Since last November there have been various reports that Khattab, a Chechen warlord of Arabic origin, has ties to bin Laden and was in Afghanistan fighting with him. Khattab himself added some heat to rumors, telling the rebels’ website Kavkaz.org in October that he knew Osama bin Laden from Afghanistan, when both fought on the side of the Afghan mujahideen against the Soviet occupation, but that he had not seen or spoken with bin Laden for eight years. He called the Saudi-born terrorist “a good mujahid and scholar” and a “very decent” person. Both General Gennady Troshev, the commander of Russian troops in the North Caucasus, and the Federal Border Guard Service insisted Khattab had not left Chechnya. Although Khattab’s presence in Afghanistan might serve to bolster the Kremlin’s claims that it is fighting Islamic terrorism in Chechnya, the military might be afraid it would look foolish if it let Khattab slip away.
For their part, the Chechen rebels have said the reports of Chechens in Afghanistan are inspired by Western governments eager to cement the alliance with Russia. No one “is able to produce even one Chechen as proof of the ‘participation of hundreds and thousands of Chechen fighters’ in the war in Afghanistan,” Kavkaz.org said.

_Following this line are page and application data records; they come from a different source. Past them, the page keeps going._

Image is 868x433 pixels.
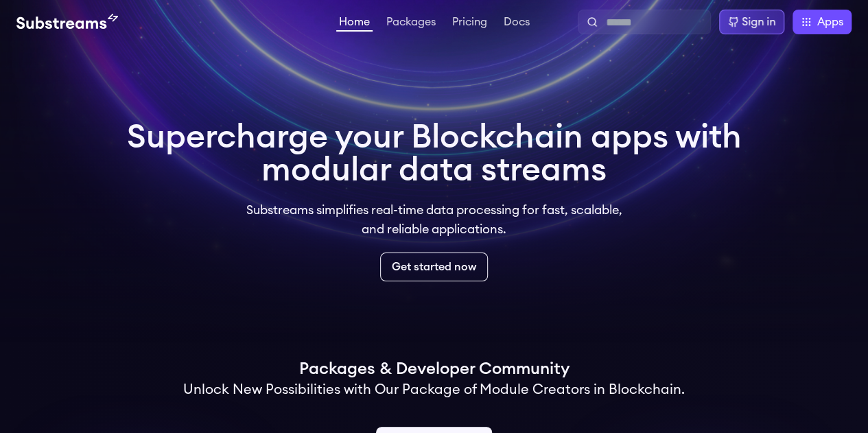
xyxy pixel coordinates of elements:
[383,17,438,30] a: Packages
[380,253,488,281] a: Get started now
[500,17,532,30] a: Docs
[449,17,489,30] a: Pricing
[741,14,775,30] div: Sign in
[816,14,843,30] span: Apps
[183,379,685,399] h2: Unlock New Possibilities with Our Package of Module Creators in Blockchain.
[718,10,784,35] a: Sign in
[336,17,373,32] a: Home
[127,121,741,186] h1: Supercharge your Blockchain apps with modular data streams
[299,358,569,379] h1: Packages & Developer Community
[237,200,631,239] p: Substreams simplifies real-time data processing for fast, scalable, and reliable applications.
[17,14,118,30] img: Substream's logo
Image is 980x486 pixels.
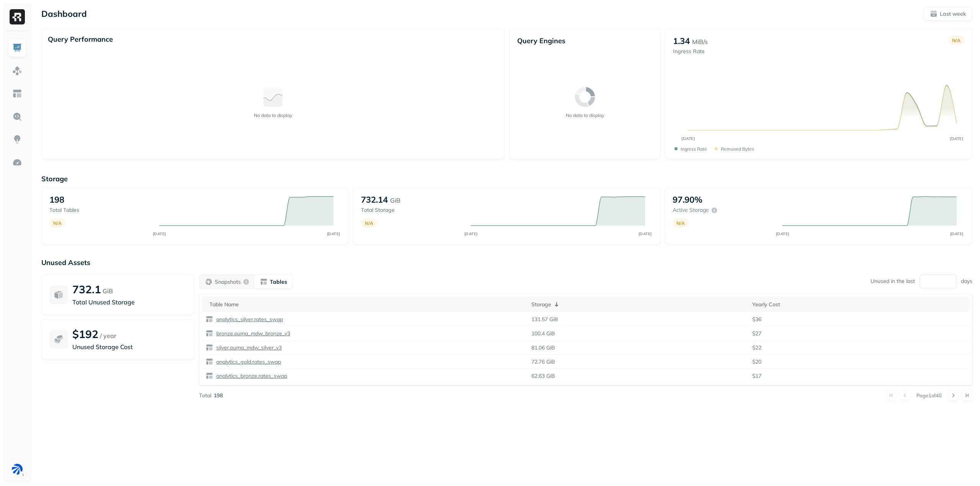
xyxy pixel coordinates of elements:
tspan: [DATE] [776,231,789,236]
button: Last week [923,7,972,21]
p: 198 [50,194,64,205]
p: 97.90% [673,194,703,205]
div: Storage [531,300,745,309]
tspan: [DATE] [950,231,963,236]
p: No data to display [254,113,292,118]
p: analytics_gold.rates_swap [215,358,281,366]
p: Total tables [50,206,152,214]
p: Total storage [361,206,463,214]
img: table [206,358,214,366]
p: days [961,278,972,285]
p: 62.63 GiB [531,373,555,380]
p: $17 [752,373,966,380]
p: silver.puma_mdw_silver_v3 [215,344,282,352]
p: Unused Assets [41,258,972,267]
p: / year [100,331,116,341]
p: Total [199,392,211,399]
img: Dashboard [13,43,22,52]
img: Ryft [10,9,25,24]
tspan: [DATE] [951,136,964,141]
div: Table Name [209,301,524,308]
p: 81.06 GiB [531,344,555,352]
p: Ingress Rate [673,48,708,55]
img: Assets [13,66,22,76]
p: 72.76 GiB [531,358,555,366]
a: bronze.puma_mdw_bronze_v3 [214,330,290,337]
tspan: [DATE] [327,231,340,236]
p: No data to display [566,113,604,118]
tspan: [DATE] [638,231,652,236]
img: Optimization [13,157,22,168]
tspan: [DATE] [464,231,477,236]
img: table [206,344,214,352]
div: Yearly Cost [752,301,966,308]
p: Last week [940,10,966,17]
a: silver.puma_mdw_silver_v3 [214,344,282,352]
p: $20 [752,358,966,366]
p: Removed bytes [721,146,754,152]
p: Page 1 of 40 [916,392,941,399]
p: Total Unused Storage [72,298,186,307]
p: Tables [270,278,287,286]
img: table [206,372,214,380]
p: N/A [952,38,960,43]
p: Snapshots [215,278,241,286]
p: $36 [752,316,966,323]
p: 732.14 [361,194,388,205]
p: 100.4 GiB [531,330,555,337]
p: N/A [676,220,685,226]
p: Unused in the last [871,278,915,285]
img: table [206,315,214,323]
p: Storage [41,174,972,183]
p: $27 [752,330,966,337]
tspan: [DATE] [682,136,695,141]
p: Ingress Rate [680,146,707,152]
img: Asset Explorer [13,89,22,99]
p: GiB [390,196,400,205]
p: Unused Storage Cost [72,343,186,352]
img: BAM Dev [12,464,22,475]
p: bronze.puma_mdw_bronze_v3 [215,330,290,337]
p: Query Performance [48,35,113,43]
p: Dashboard [41,8,87,19]
p: 131.57 GiB [531,316,558,323]
p: 198 [214,392,223,399]
p: 1.34 [673,36,690,46]
p: N/A [53,220,62,226]
p: GiB [103,287,113,296]
a: analytics_gold.rates_swap [214,358,281,366]
p: Active storage [673,206,709,214]
p: analytics_silver.rates_swap [215,316,283,323]
img: table [206,329,214,337]
p: $192 [72,327,99,341]
p: 732.1 [72,283,101,296]
p: Query Engines [517,36,652,45]
a: analytics_silver.rates_swap [214,316,283,323]
a: analytics_bronze.rates_swap [214,373,287,380]
tspan: [DATE] [153,231,166,236]
p: analytics_bronze.rates_swap [215,373,287,380]
p: N/A [365,220,373,226]
p: $22 [752,344,966,352]
p: MiB/s [692,37,708,46]
img: Insights [13,135,22,145]
img: Query Explorer [13,112,22,122]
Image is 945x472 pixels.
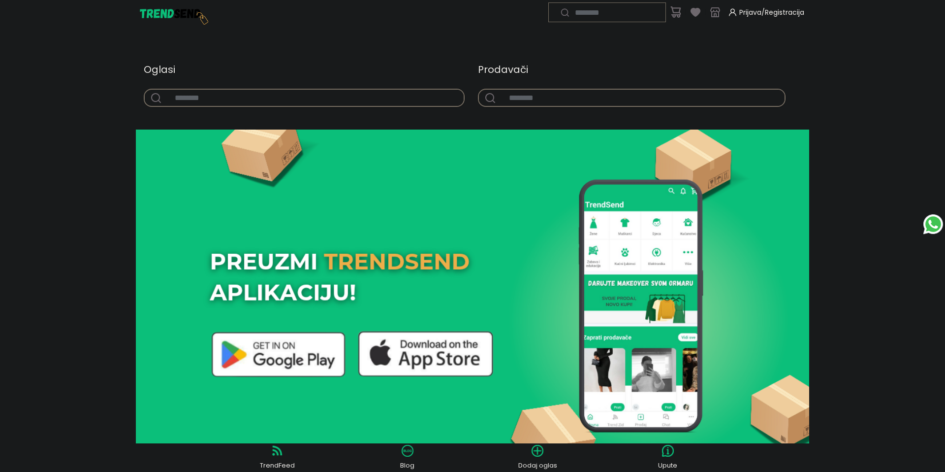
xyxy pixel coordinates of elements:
[255,444,299,470] a: TrendFeed
[646,444,690,470] a: Upute
[385,460,430,470] p: Blog
[725,3,808,21] button: Prijava/Registracija
[144,62,465,77] h2: Oglasi
[739,7,804,17] span: Prijava/Registracija
[515,460,560,470] p: Dodaj oglas
[515,444,560,470] a: Dodaj oglas
[255,460,299,470] p: TrendFeed
[385,444,430,470] a: Blog
[646,460,690,470] p: Upute
[478,62,786,77] h2: Prodavači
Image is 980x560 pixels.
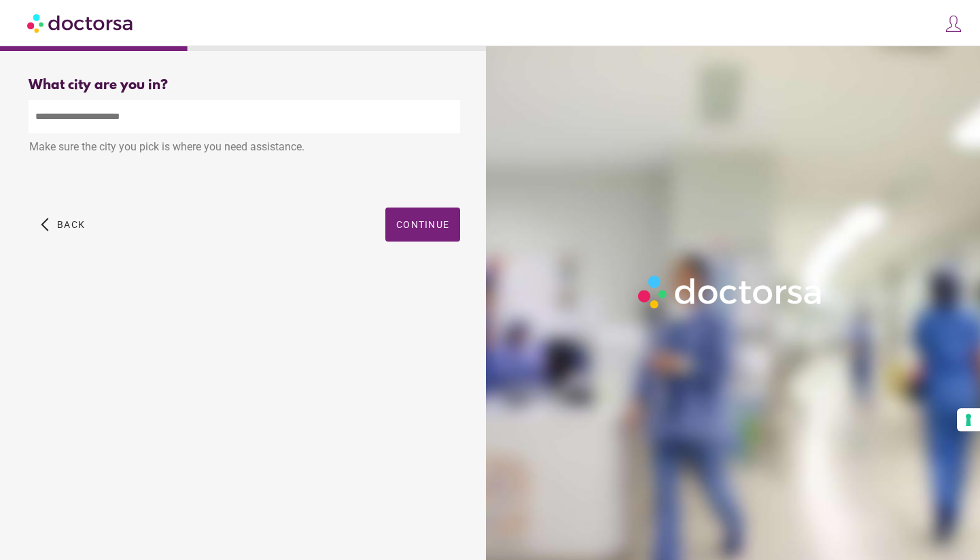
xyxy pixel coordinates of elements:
div: What city are you in? [28,78,460,93]
button: arrow_back_ios Back [35,207,90,242]
img: Logo-Doctorsa-trans-White-partial-flat.png [633,270,829,313]
button: Your consent preferences for tracking technologies [957,408,980,431]
span: Back [57,219,85,230]
img: Doctorsa.com [27,7,134,38]
button: Continue [386,207,460,242]
img: icons8-customer-100.png [945,14,963,34]
span: Continue [396,219,449,230]
div: Make sure the city you pick is where you need assistance. [28,134,460,163]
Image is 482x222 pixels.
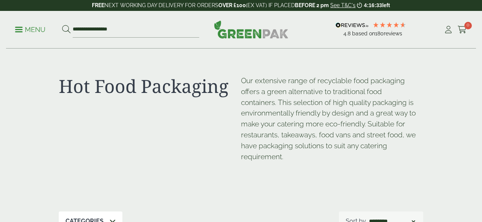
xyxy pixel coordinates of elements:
strong: FREE [92,2,104,8]
span: 0 [464,22,472,29]
img: REVIEWS.io [335,23,368,28]
span: Based on [352,30,375,37]
i: My Account [443,26,453,33]
img: GreenPak Supplies [214,20,288,38]
strong: BEFORE 2 pm [295,2,329,8]
a: Menu [15,25,46,33]
i: Cart [457,26,467,33]
a: 0 [457,24,467,35]
a: See T&C's [330,2,355,8]
span: 4:16:33 [364,2,382,8]
p: Our extensive range of recyclable food packaging offers a green alternative to traditional food c... [241,75,423,162]
strong: OVER £100 [218,2,246,8]
span: left [382,2,390,8]
p: Menu [15,25,46,34]
div: 4.78 Stars [372,21,406,28]
span: 4.8 [343,30,352,37]
span: 180 [375,30,383,37]
h1: Hot Food Packaging [59,75,241,97]
span: reviews [383,30,402,37]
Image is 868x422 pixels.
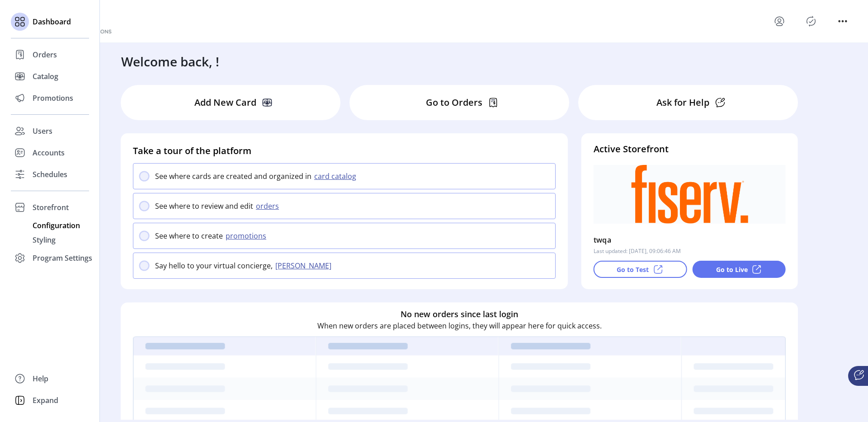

Some political observers said they saw political motives behind reports of Chechen rebels fighting with the Taliban. “The publications that link bin Laden to the Chechen rebels are to demonstrate to the world that Russia and the West are jointly opposing Islamic terrorism,” said Pikayev of Carnegie. But Alexander Iskandaryan, head of the Institute of Caucasian Studies in Moscow, said he saw another motive: “Massaging the news about foreign fighters is a well-known propagandist technique to prove that the core of the resistance has no popular origin,” he said.
Indeed, myths of alien threats seem to be inherent in crisis military situations. Since Russia’s first military campaign in Chechnya in 1995-1996, reports about the female snipers from Baltic countries–so-called “white stockings”–along with reports about Ukrainian nationalists, Arabs and even Africans fighting in Chechnya on the side of rebels have appeared in the Russian national coverage of the conflict.
Today, the Chechen may be playing that role for the Americans. “This helps them pretend that they are opposed in Afghanistan not by the Afghan people,” Iskandaryan said, “but by an international evil.”
Nabi Abdullaev is a journalist based in Makhachkala, Dagestan.